Colin Harvey, a professor of human rights law at Queen's University in Belfast, described the census results as "a seismic outcome in the history of Ireland."

Harvey told NCR that the figures should be seen in the context of the increased popularity of the Sinn Fein nationalist party and the impact of the United Kingdom leaving the European Union. "It seems to me that it does make the future of the union with Britain look very, very uncertain indeed," he said.

Harvey described Northern Ireland as having been "a place of domination and repression, of human rights abuses, inequality and discrimination" for Catholics.

"One of the developments over decades has been putting in place a legal framework of equality, nondiscrimination and human rights to endure that the discrimination of the past wasn't repeated," he said.

He sees the subject of a United Ireland becoming "the preeminent conversation here in the next decade."

Beyond the questions of political allegiance, McKeown said he has seen a slump in overall church attendance since the pandemic began.

The specific challenge for the church, he said, is: "How do we get people who had gone to church because they had a habit of going to church, how can we actually encourage them to, having broken the habit, to come back again and get involved in the life of communities?"

Like many countries across the world, Northern Ireland is facing a cost-of-living crisis, particularly due to the effects of soaring heating costs, which are partly the result of Russia's invasion of Ukraine. McKeown said he fears a winter of discontent.

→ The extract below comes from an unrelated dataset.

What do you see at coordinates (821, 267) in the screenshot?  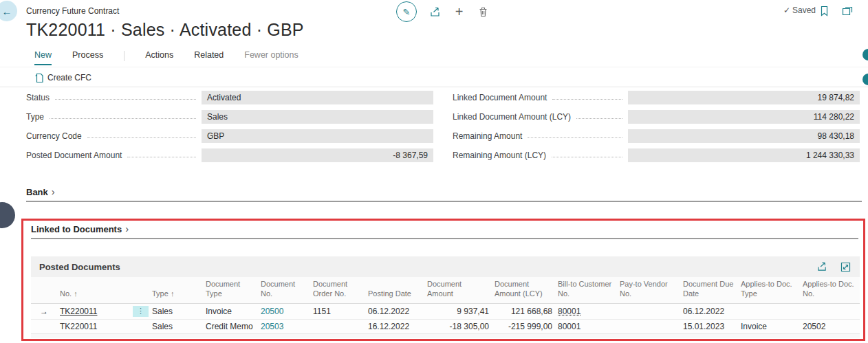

Of the church's role, he said: "You have to show that you are actually concerned for those who are suffering, those who are on the fringes, those who are going to be affected by economic disadvantage."

"There are big questions to ask, and we have the right to indeed ask those questions and say what's the affect going to be on those who are poorest … most disadvantaged because very often dominant theologies look after the strong, not the weak," the bishop said.